It's a good read for anybody, but mystery-loving gardeners will revel in it.
When I was a youngster, I played many a game of marbles and held many a marble of different sizes and colors in my hand. But I never experienced what Sam-the central character in Healey's Cave-experiences when, working in his garden, he unearths a small marble.
In the author's words: "The sphere was small and partially opaque. A cat's eye . . . Light sparkled through glass the color of lichen; muted pale green overlaid swirls of deeper green within." Sam looks at it, admires the colors, then without further thought puts it in his pocket and goes into the house for dinner, not knowing how that small piece of glass will change his life.
Sam's life, much like that little bit of glass, is overlaid with different colors, the darkest coming from the disappearance without a trace, a half-century ago, of his younger-by-a-year brother, Billy. Over all the 50 years since Billy disappeared, Sam has been haunted by an unrelenting sense that he, Sam, should have protected his brother.
Lazar weaves an engaging tale around the little piece of jade green glass, which, Sam finds, has an astonishing ability to take him out of his daily life and carry him back in time to his childhood days. His friends of those days are still in his life today in one way or another, and Sam learns during his time-traveling with the marble, that incidents-and people-are not always what they seem.

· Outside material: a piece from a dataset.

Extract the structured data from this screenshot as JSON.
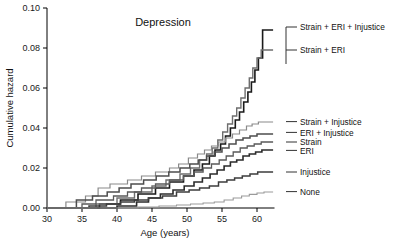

Almost from the beginning of the story, a reader roots for Sam, hopes for the best for him, urges him on toward a successful search for what happened to Billy. Sam is a nice man, a good man, who, despite his problems-not the least of which is a disabled wife-believes that the world is a good place. And with the help of his magical green marble and his own courage and smarts, he proves that to himself.
One of the outstanding elements of this book is Lazar's vivid descriptions of the landscape, the mountains, forests, lakes in Sam's neck of the woods. He creates Sam as a gardener, a lover of the land and its fruits, who has, among his garden plots and cultivated areas, a "white garden." Naturally, everything in it is white: florabunda roses; double Aglaia daisies, sneezewort, lupines, bleeding hearts, Asiatic lilies and dianthus. As I write this, I can see the garden clearly, smell its fragrance, and if I didn't live in a condo, I'd consider planting one myself.
It's clear to the reader that Sam garners much comfort and solace while working among growing things; any gardener knows this, and the descriptions make for a delightful break in the action, in Sam's life, and in the novel's development as the tension builds and revelations come bit by bit. The conclusion is both surprising and satisfying.